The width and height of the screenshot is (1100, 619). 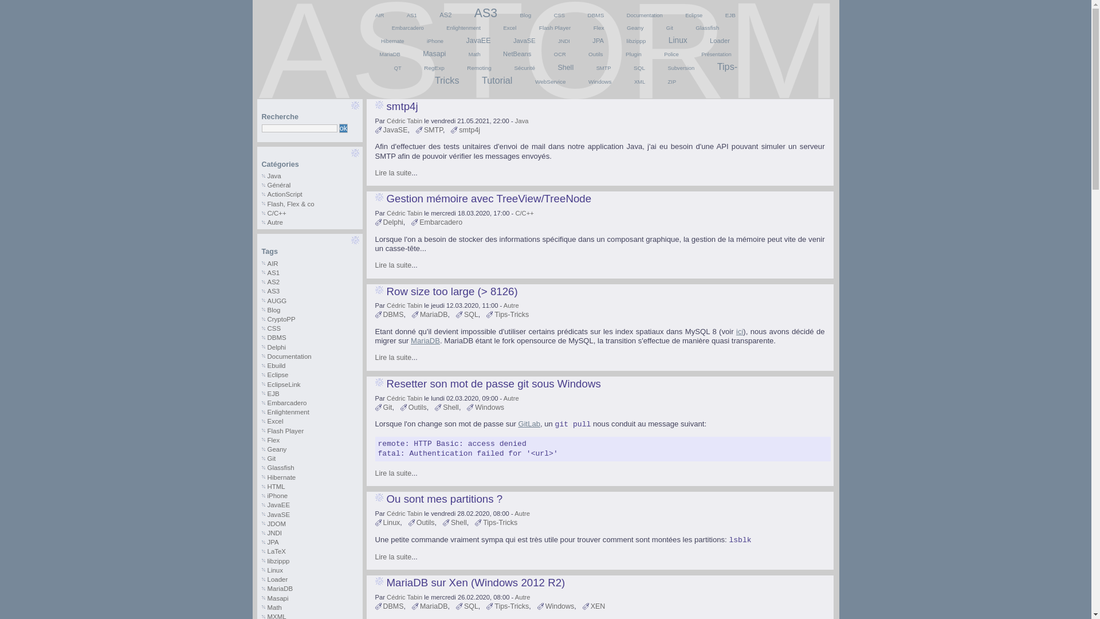 I want to click on Police, so click(x=672, y=54).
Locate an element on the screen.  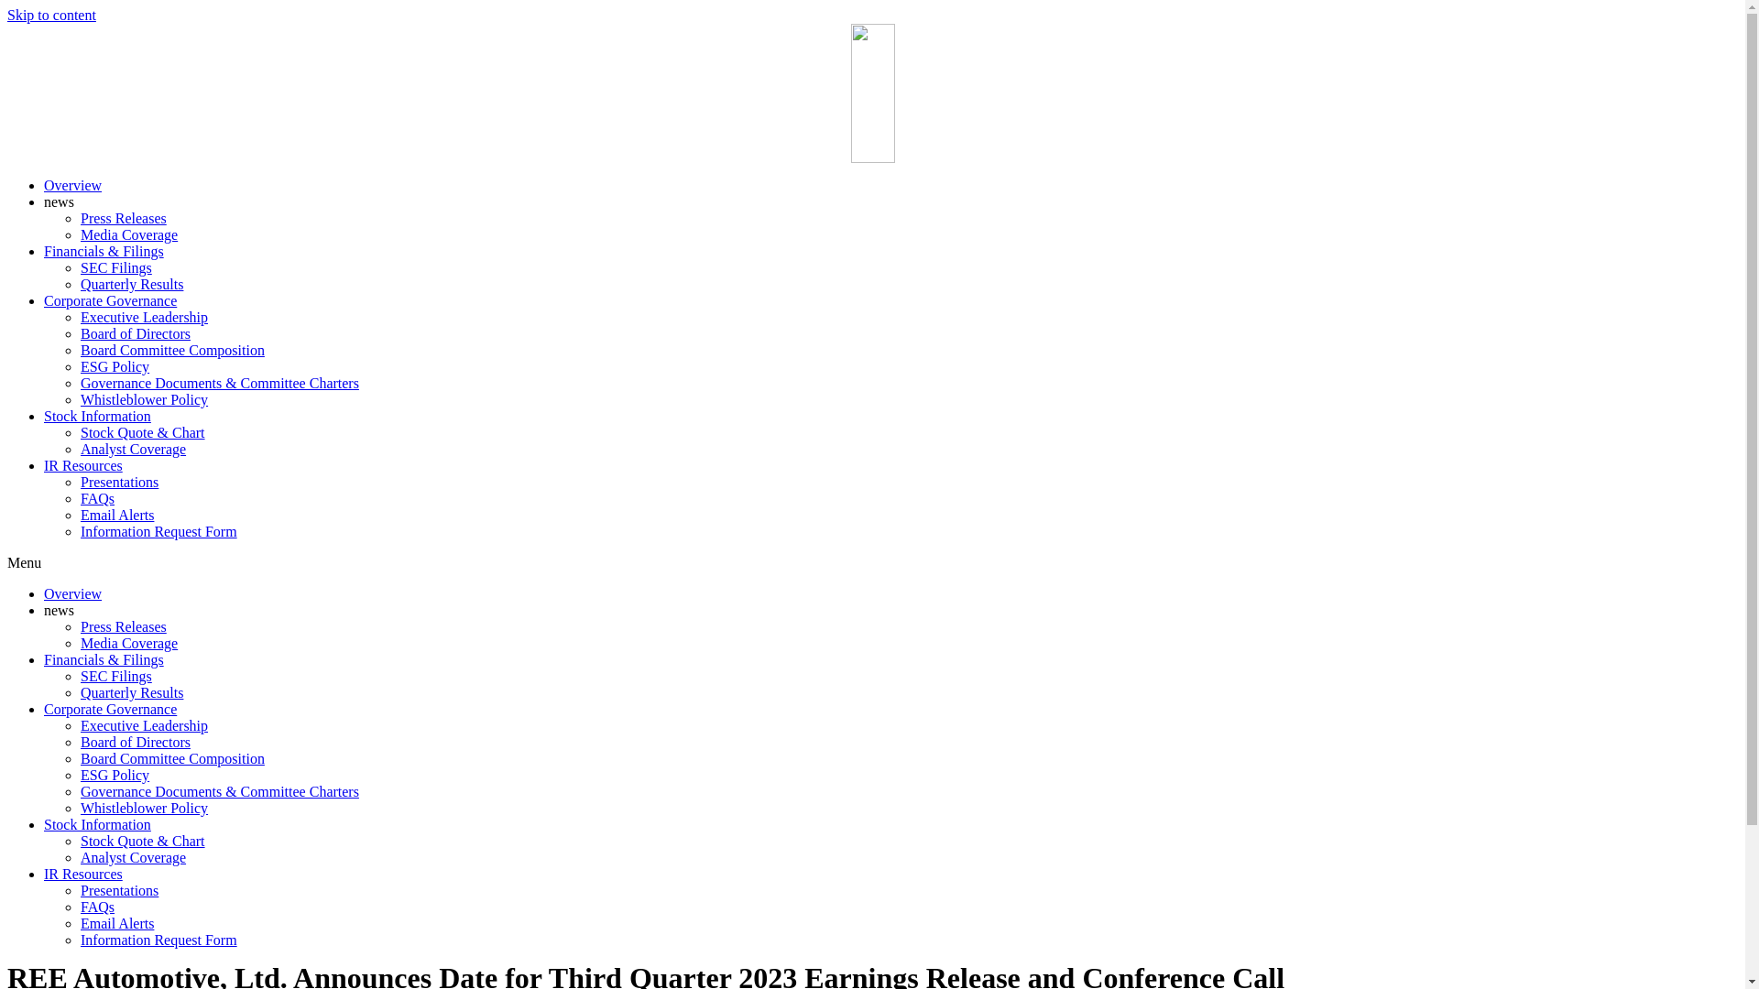
IR Resources is located at coordinates (83, 465).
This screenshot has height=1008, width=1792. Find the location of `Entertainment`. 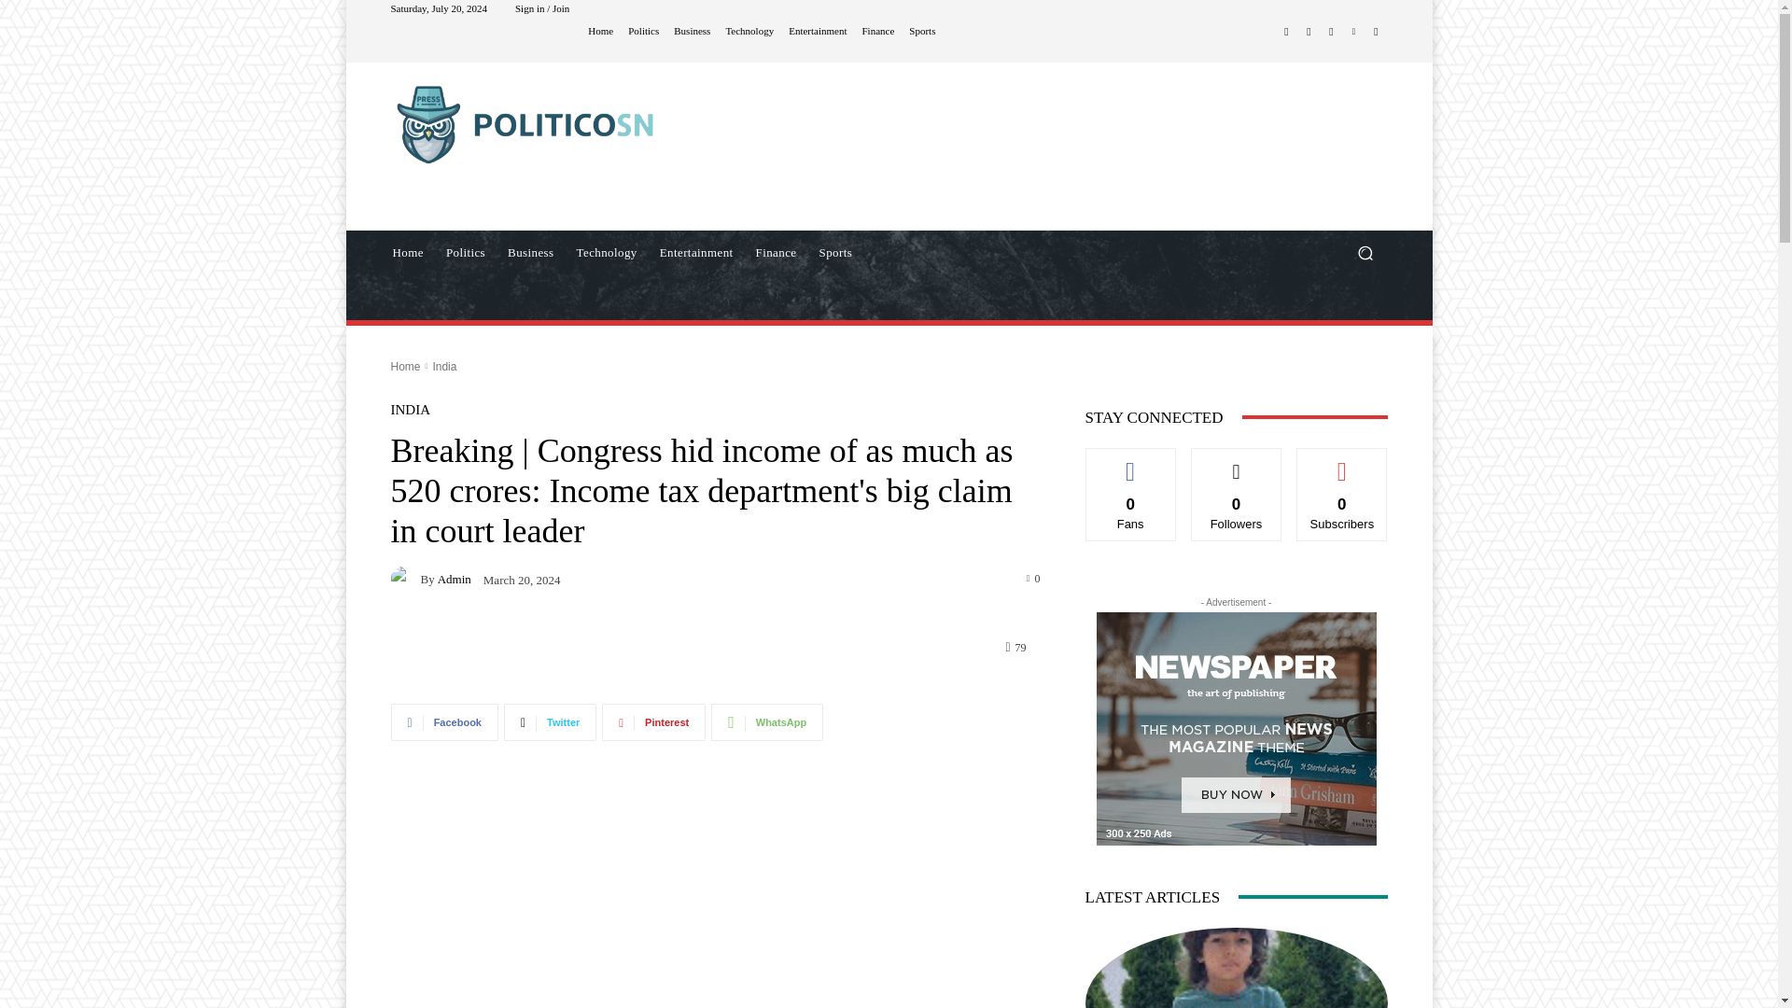

Entertainment is located at coordinates (696, 252).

### TASK GOAL
Retype only the lines from the line with "This screenshot has" through the last line of the data. Keep both ends and skip the pictures.

### TASK ANSWER
This screenshot has height=1008, width=1792. Find the location of `Entertainment`. 

Entertainment is located at coordinates (696, 252).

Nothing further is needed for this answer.